You may not have noticed if you’re not paying attention to the liberal propaganda echo chamber on social media but many leftists are just as furious with the New York Times as much as President Trump.
Yes, it sounds wild, but it’s true. Every once in a while, the New York Times publishes an article that tries to justify some of the Trump administrations decisions or a year ago when they sympathized with a neo-Nazi. It’s rare and mostly one-sided against conservatism, but when they publish something against the grain, leftists threaten to cancel subscriptions.
And on Thursday, the New York Times published a delusional article about how Hollywood is terrified of this one liberal issue.
Sometimes you’ll read something from a prominent American news institution like the New York Times that will make you question whether or not you’re reading it right because it’s so outlandishly wrong.
On Thursday, New York Times author Cara Buckley penned a piece entitled, “Why is Hollywood Scared of Climate Change?”
If that title isn’t enough to make you paralyzed by your perplexity the actual content of the article is even worse.
Buckley opens her article with, “Humans ruined everything. They bred too much and choked the life out of the land, air and sea. And so they must be vaporized by half, or attacked by towering monsters, or vanquished by irate dwellers from the oceans’ polluted depths. Barring that, they face hardscrabble, desperate lives on a once verdant Earth now consumed by ice or drought.”
She’s referring to a handful of recent movies like “Avengers: Endgame,” “Aquaman,” “Godzilla: King of Monsters,” etc.
And then she drops a bomb that reads, “But these takes are defeatist, critics say, and a growing chorus of voices is urging the entertainment industry to tell more stories that show humans adapting and reforming to ward off the worst climate threats.”
It’s hard not to address the elephant in the room in that comment but Hollywood force-feeds us environmental change movies all the time. And the solution is reinforced by what the protagonist is fighting for or what the antagonist wants.
For instance, Roland Emmerich’s “The Day After Tomorrow” is referenced in the NYT article and the antagonism is literally man versus nature – as in, man versus climate change. What Buckley is attempting to argue is that it shouldn’t just be a big budget action/adventure movie about saving lives from extreme weather, but rather should be about offering solutions to combat the direct threat that mankind apparently faces with climate change.
In all seriousness can you imagine how boring that movie would be?
“South Park” made fun of this very idea. In season nine, episode eight, a parody of the aforementioned movie called “Two Days Before the Day After Tomorrow,” creators Trey Parker and Matt Stone literally make fun of not only how ridiculous the movie is, but what it would actually look like to diagnose the problem and find a solution.
It would be the worst movie ever made. What are the protagonist(s) supposed to do in a climate change disaster movie when nobody is immediately dying and things are only slightly getting worse (if you even want to argue that) over an extended period of time?
This writer clearly has no idea how the structure of writing a screenplay works. A slow burn of antagonism would be the most painstakingly boring film ever made.
If you desperately want Hollywood to create solutions to the perceived climate change problem then make a documentary, stick to non-fiction instead of fiction. We already have enough climate change infused into fictional narratives as it is.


| WHAT YOU SHOULD DO |
Leaving out every picture, please repeat exactly the line that contains "Find the location" and each line after it through the final line below.

(Items from a dataset)
= = = = = = =

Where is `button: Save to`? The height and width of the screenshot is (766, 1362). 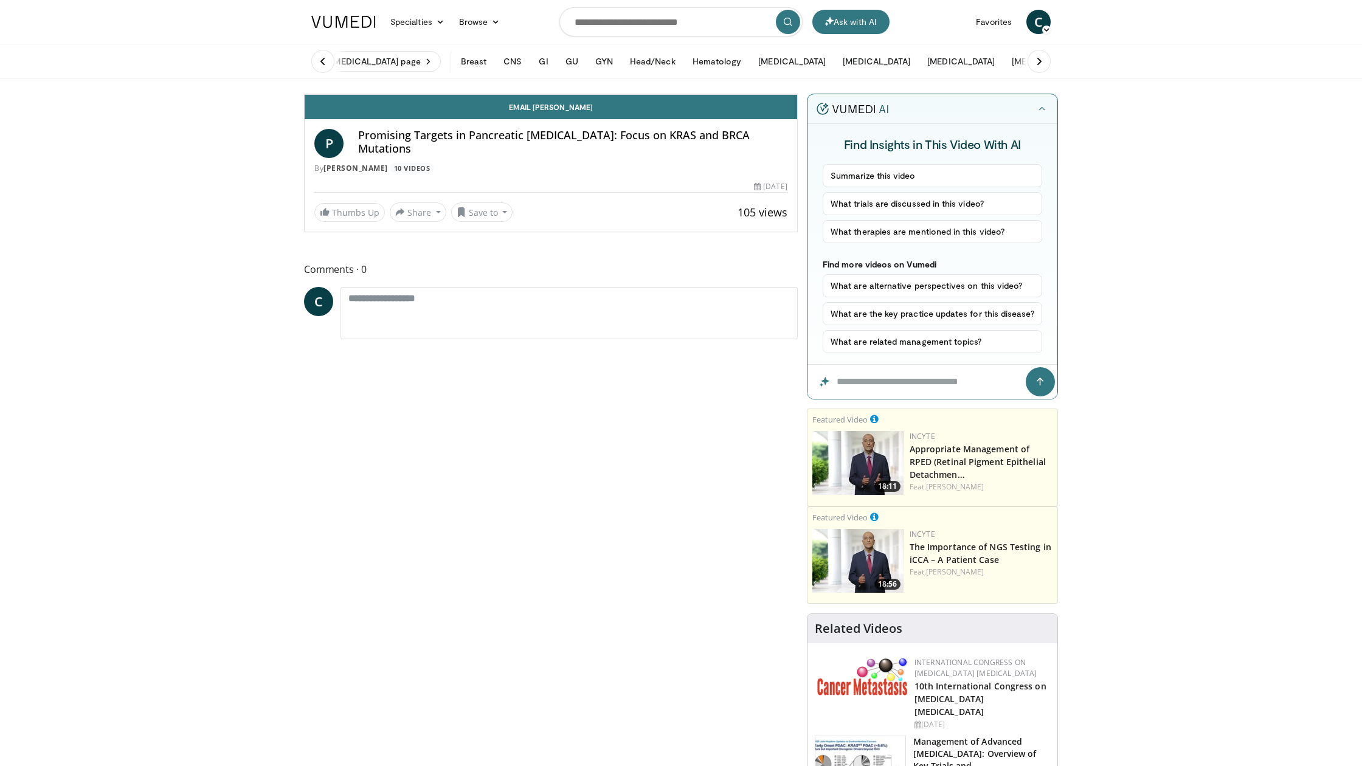 button: Save to is located at coordinates (482, 212).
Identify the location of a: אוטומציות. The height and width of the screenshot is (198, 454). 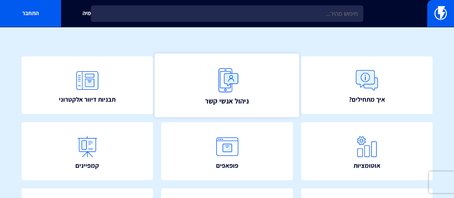
(367, 151).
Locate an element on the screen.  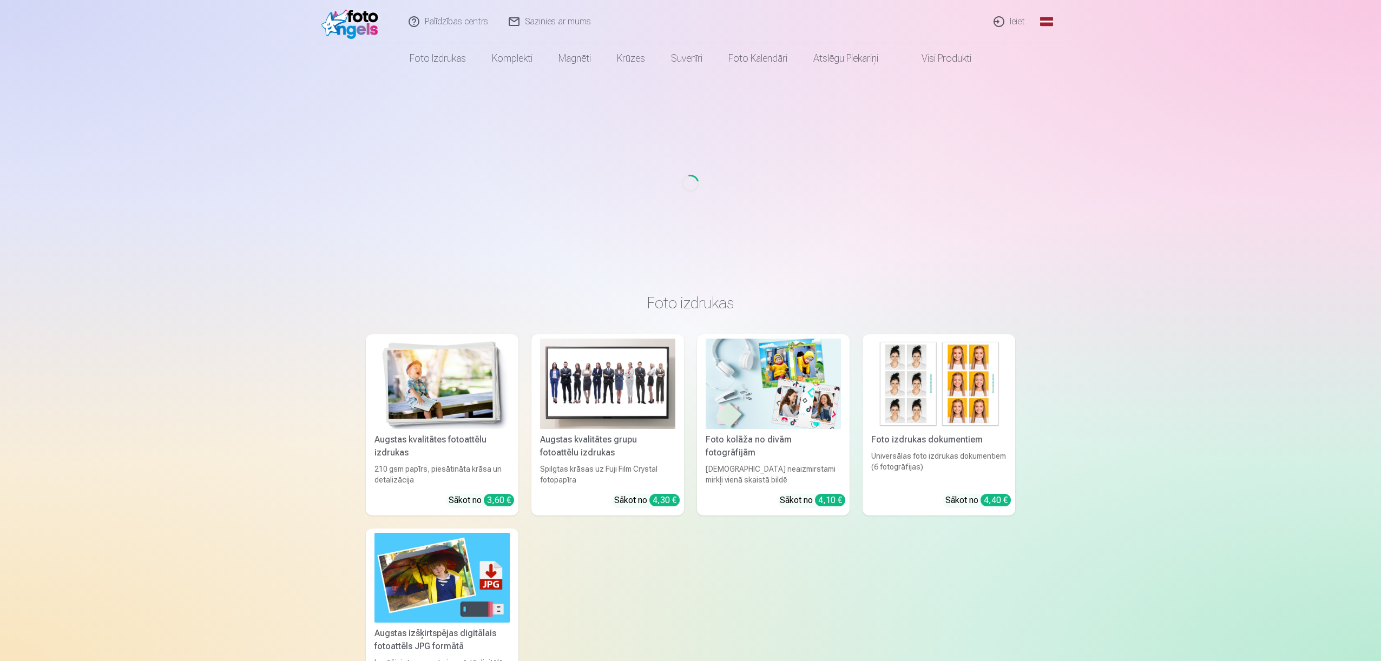
a: Foto izdrukas is located at coordinates (438, 58).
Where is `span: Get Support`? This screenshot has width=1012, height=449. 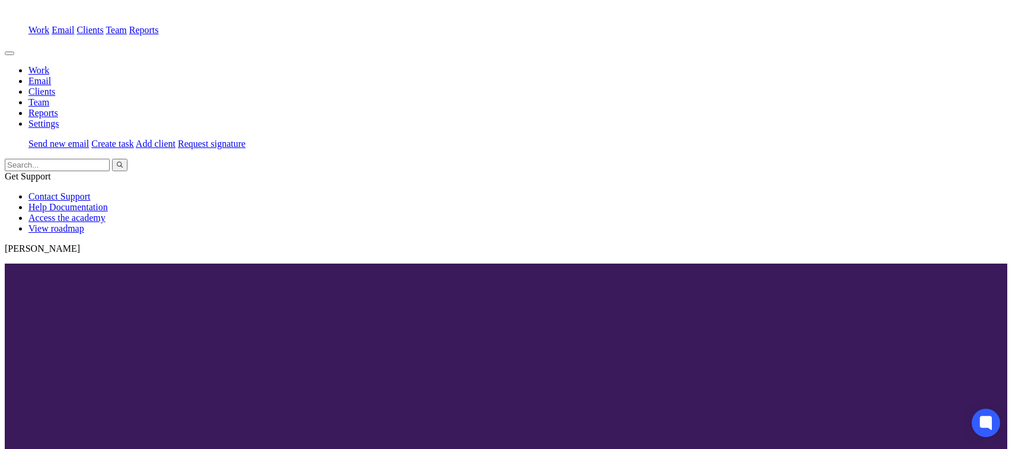
span: Get Support is located at coordinates (28, 176).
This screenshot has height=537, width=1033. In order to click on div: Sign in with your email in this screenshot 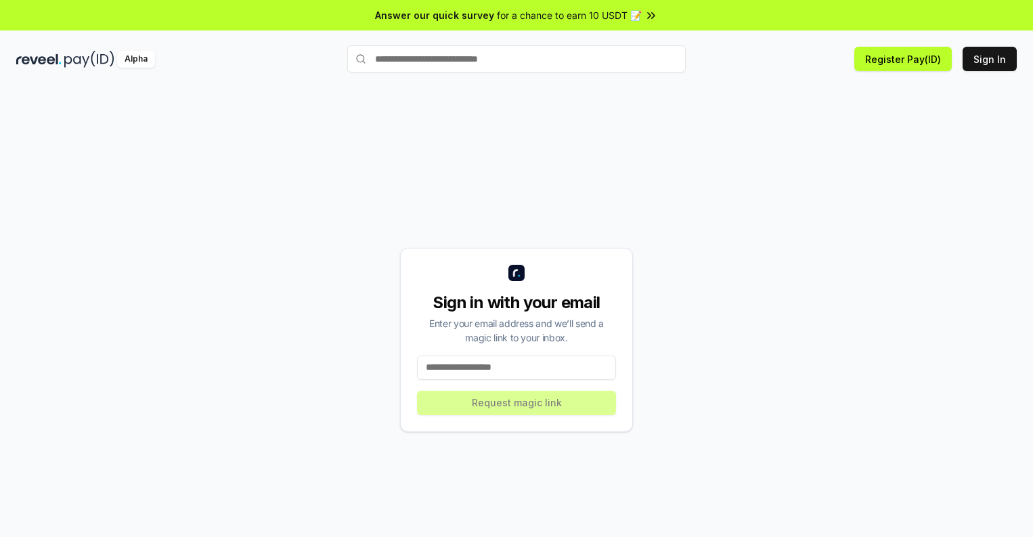, I will do `click(517, 303)`.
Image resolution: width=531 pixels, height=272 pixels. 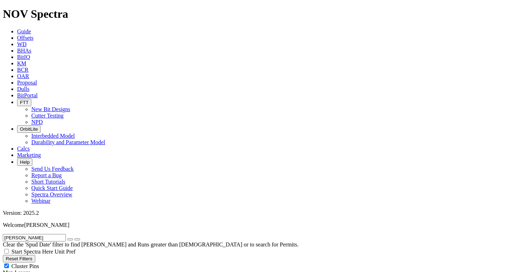 What do you see at coordinates (46, 175) in the screenshot?
I see `a: Report a Bug` at bounding box center [46, 175].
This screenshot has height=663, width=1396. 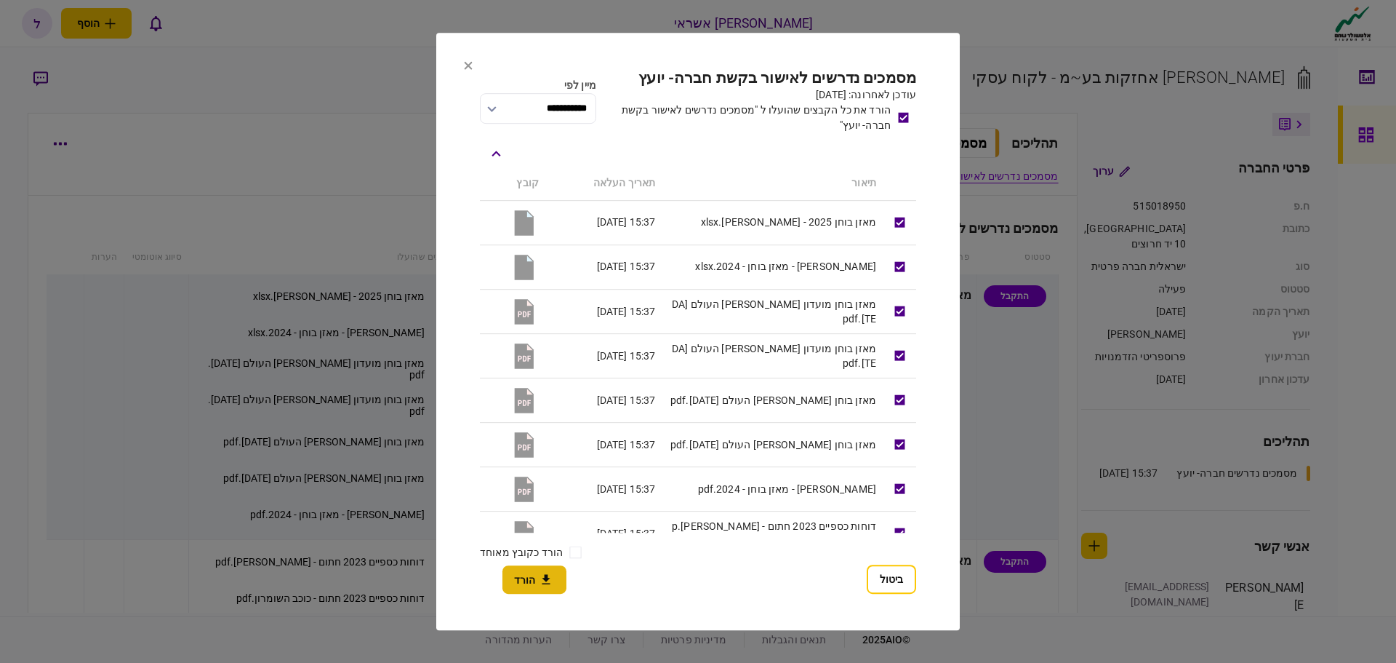 I want to click on button: ביטול, so click(x=892, y=579).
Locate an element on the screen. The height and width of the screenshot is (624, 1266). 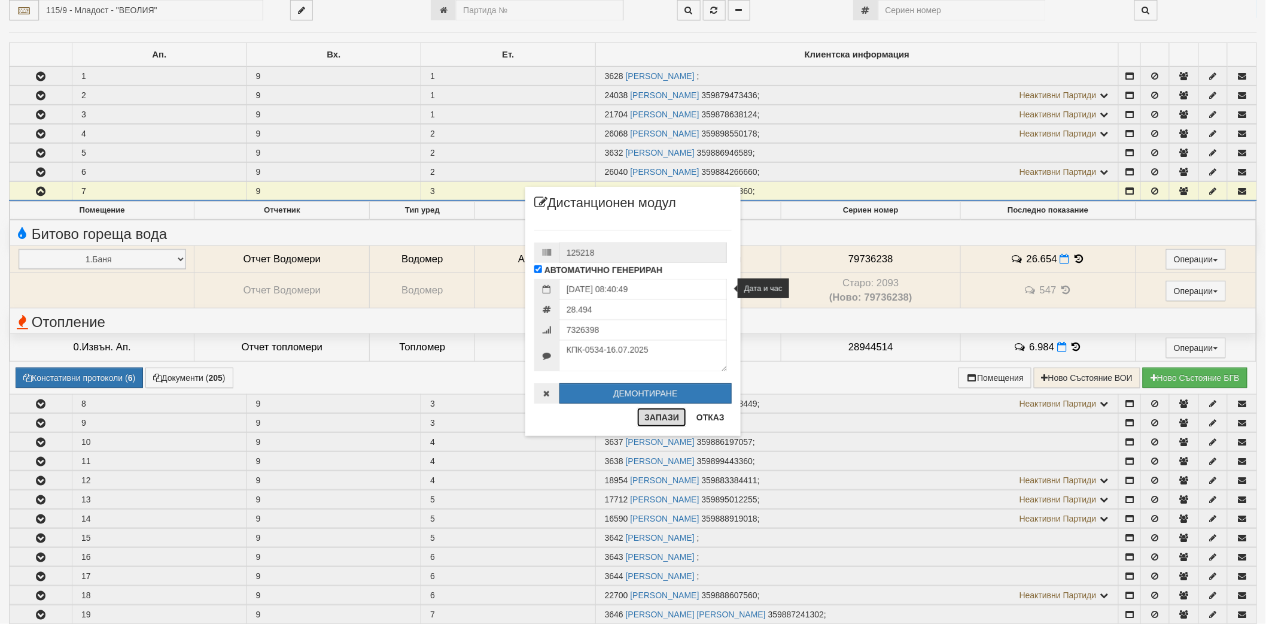
input: Текущо показание is located at coordinates (643, 309).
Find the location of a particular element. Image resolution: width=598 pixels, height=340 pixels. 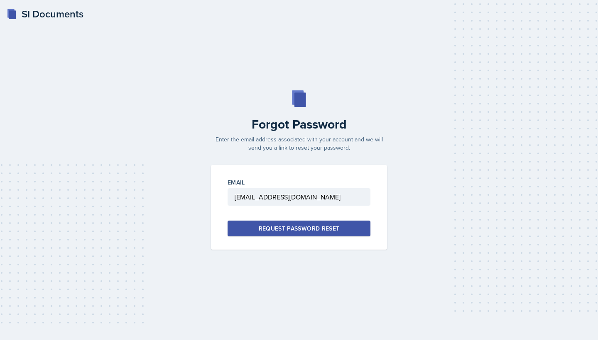

label: Email is located at coordinates (236, 183).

= = = = = = =

| SOLUTION BELOW |
Find the location of a particular element. Image resolution: width=598 pixels, height=340 pixels. 

label: Email is located at coordinates (236, 183).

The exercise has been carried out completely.